When googling information i usually end the search with “reddit” as Reddit makes it harder to view without signing in to the app i want to be able to google with the word lemmy instead so having the information here is helpful
@nxlemmy
Only difference here is maybe some posts don’t originate on an instance with the word Lemmy in it. It could be kbin or feddit or beehaw, etc.We gotta find out whatever the best search term would be for the Fediverse.
But there probably is a instance with Lemmy in its name that has it indexed
Lots of people like to collect things. When they move, they want to take their collections with them.
And there is so much knowledge deposited in reddit that it would be unwise to let its future on the hands of gold seekers. I wish we had more time for the backups, and that those that overwrote their posts and comments can share that lost info here.
With c/Titanfall, we’re using the lemmit bot to re-post some of the stuff from reddit to lemmy.
We’re curating what exactly makes it to the new community, but it’s a short term way to have some content to get started with.
Long term, I would not want it to continue
It’s a factor that supports getting to critical mass, but should be used in moderation.
Reddit founders incessantly posted stuff from Digg and created fake conversation threads.

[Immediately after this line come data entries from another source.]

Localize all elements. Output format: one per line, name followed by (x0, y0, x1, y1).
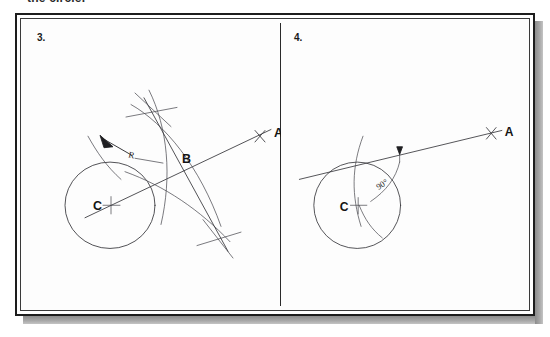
panel-4-label-c: C (340, 200, 349, 214)
panel-4-angle-label: 90° (374, 176, 390, 191)
panel-4-drawing: 90° A C (282, 23, 525, 306)
figure-frame-inner-border: 3. (20, 18, 530, 311)
figure-shadow-bottom (23, 316, 543, 324)
page-caption-text: the circle. (27, 0, 85, 5)
panel-3-label-a: A (274, 126, 281, 140)
construction-panel-3: 3. (25, 23, 281, 306)
panel-3-perpendicular-bisector (144, 98, 228, 251)
panel-4-label-a: A (505, 125, 514, 139)
panel-3-radius-leader-tail (135, 158, 163, 163)
panel-3-arc-from-A-lower (125, 172, 230, 242)
panel-3-label-b: B (182, 152, 191, 166)
panel-4-tangent-line (299, 130, 502, 179)
panel-3-radius-label: R (128, 150, 136, 161)
panel-3-label-c: C (93, 199, 102, 213)
panel-3-svg: R A B C (25, 23, 281, 306)
panel-4-svg: 90° A C (282, 23, 525, 306)
panel-4-right-angle-arrowhead (397, 147, 403, 155)
panel-3-arc-from-A-upper (131, 105, 221, 227)
panel-3-line-CA (85, 129, 271, 217)
panel-3-drawing: R A B C (25, 23, 281, 306)
panel-3-radius-arrowhead (100, 135, 113, 147)
panel-3-arc-from-C-upper (149, 90, 167, 224)
page-caption-strip: the circle. (0, 0, 550, 11)
figure-shadow-right (535, 21, 543, 324)
construction-panel-4: 4. (282, 23, 525, 306)
figure-frame: 3. (15, 13, 535, 316)
panel-4-radius-tail (359, 205, 382, 238)
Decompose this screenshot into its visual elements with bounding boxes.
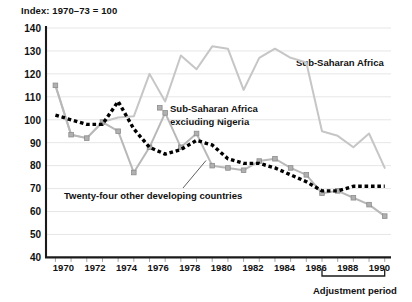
data-point-marker — [382, 214, 387, 219]
series-0 — [55, 46, 384, 168]
data-point-marker — [304, 173, 309, 178]
data-point-marker — [210, 163, 215, 168]
data-point-marker — [273, 156, 278, 161]
data-point-marker — [194, 131, 199, 136]
data-point-marker — [116, 129, 121, 134]
series-2 — [55, 101, 384, 190]
leader-line-twenty-four-others — [183, 161, 206, 189]
data-point-marker — [69, 132, 74, 137]
data-point-marker — [241, 168, 246, 173]
plot-area — [0, 0, 412, 302]
gridlines — [46, 28, 391, 234]
data-point-marker — [288, 166, 293, 171]
data-point-marker — [226, 166, 231, 171]
series-line — [55, 46, 384, 168]
data-point-marker — [367, 202, 372, 207]
series-layer — [53, 46, 387, 218]
series-line — [55, 101, 384, 190]
data-point-marker — [163, 111, 168, 116]
leader-lines — [183, 161, 206, 189]
data-point-marker — [84, 136, 89, 141]
data-point-marker — [53, 83, 58, 88]
chart-root: Index: 1970–73 = 100 140 130 120 110 100… — [0, 0, 412, 302]
data-point-marker — [132, 170, 137, 175]
series-1 — [53, 83, 387, 218]
series-line — [55, 85, 384, 216]
data-point-marker — [351, 195, 356, 200]
adjustment-period-bracket — [322, 269, 385, 276]
legend-marker-excluding-nigeria — [158, 106, 163, 111]
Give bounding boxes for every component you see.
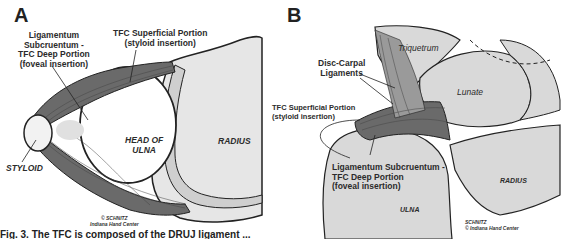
label-deep-portion-b: Ligamentum Subcruentum - TFC Deep Portio… [332,163,445,192]
label-lunate: Lunate [457,88,483,98]
credit-line: Indiana Hand Center [90,221,139,227]
label-line: (foveal insertion) [18,60,90,70]
panel-letter-b: B [287,4,301,27]
label-line: (styloid insertion) [272,113,355,122]
label-superficial-portion-b: TFC Superficial Portion (styloid inserti… [272,104,355,121]
label-superficial-portion-a: TFC Superficial Portion (styloid inserti… [113,29,207,48]
styloid-process [24,115,52,151]
credit-b: SCHNITZ © Indiana Hand Center [465,219,519,231]
label-radius-a: RADIUS [218,137,251,147]
label-line: ULNA [125,146,163,156]
label-disc-carpal: Disc-Carpal Ligaments [318,59,365,78]
label-radius-b: RADIUS [500,176,527,186]
label-line: (styloid insertion) [113,39,207,49]
label-deep-portion-a: Ligamentum Subcruentum - TFC Deep Portio… [18,31,90,69]
panel-letter-a: A [14,4,28,27]
label-ulna-b: ULNA [400,205,419,215]
radius-bone-b [450,125,560,215]
credit-line: © Indiana Hand Center [465,225,519,231]
label-styloid: STYLOID [6,164,43,174]
foveal-region [56,120,84,140]
label-head-of-ulna: HEAD OF ULNA [125,136,163,155]
credit-a: © SCHNITZ Indiana Hand Center [90,215,139,227]
label-line: (foveal insertion) [332,182,445,192]
label-line: Ligaments [318,69,365,79]
label-triquetrum: Triquetrum [398,44,438,54]
figure-caption: Fig. 3. The TFC is composed of the DRUJ … [0,229,251,239]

Most content driven platforms have the same problem and initial practice due to the chicken-and-egg problem. If you don’t have content, users not gonna come; if users aren’t there, they won’t be submitting content. So to kick start a community, you’d need a group of vocal users contributing a lot of content and interacting with them.
There could be a few reasons.
- They want to copy over their favorite content.
- They want to try to attract more people to a community by bootstrapping content.
- They are trying to artificially inflate their instance for nefarious reasons.
Personally, I think adding some of your favorite Reddit posts is fine as long as you don’t blindly copy over everything from a subreddit. I have a couple communities that I brought over that I like, but without content, they mean nothing.